More information Time 10:00 - 10:00Title Ph.D. student lectureLecturer Nataliya Makedonska
Environmental Sciences and Energy Research Dept. Weizmann Institute of ScienceOrganizer Department of Earth and Planetary SciencesContact -
Date:02WednesdayFebruary 2011Lecture
Bosonization out of equilibrium
More information Time 13:15 - 13:15Location Edna and K.B. Weissman Building of Physical SciencesLecturer Prof. Yuval Gefen Organizer Department of Condensed Matter PhysicsContact Abstract Show full text abstract about One of the most efficient ways to treat interacting many-bod...» One of the most efficient ways to treat interacting many-body systems in one-dimension is to
express its low-lying dynamics as excitations of a bosonic field. The paradigm is that bosonizing interacting electrons,
described in terms of Luttinger liquids, leads to a quadratic Hamiltonian which can be solved exactly.

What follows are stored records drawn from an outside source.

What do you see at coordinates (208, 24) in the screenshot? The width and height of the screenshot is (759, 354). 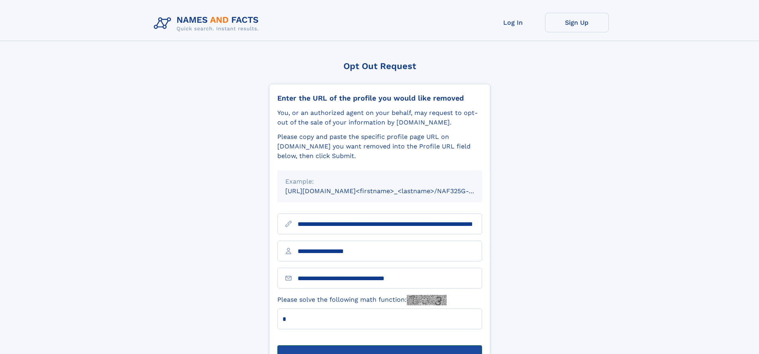 I see `img: Logo Names and Facts` at bounding box center [208, 24].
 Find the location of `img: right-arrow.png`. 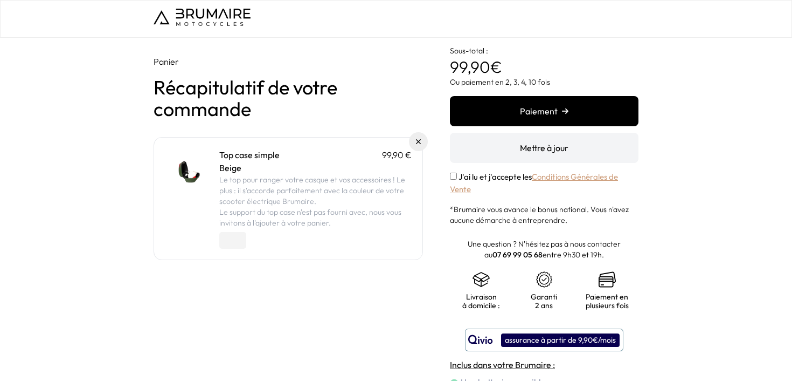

When the many-body system is driven out of equilibrium, bosonization will give rise to a quadratic
bosonic Hamiltonian, but the ensuing action will not be quadratic—the paradigm is broken. What can be done
then? I will describe how the problem ( a large class of out-of-equilibrium systems) is essentially solved , and how the underlying physics is connected
to concepts at the core of quantum solid state: Fermi edge singularity, counting statistics, electron fractionalization etc.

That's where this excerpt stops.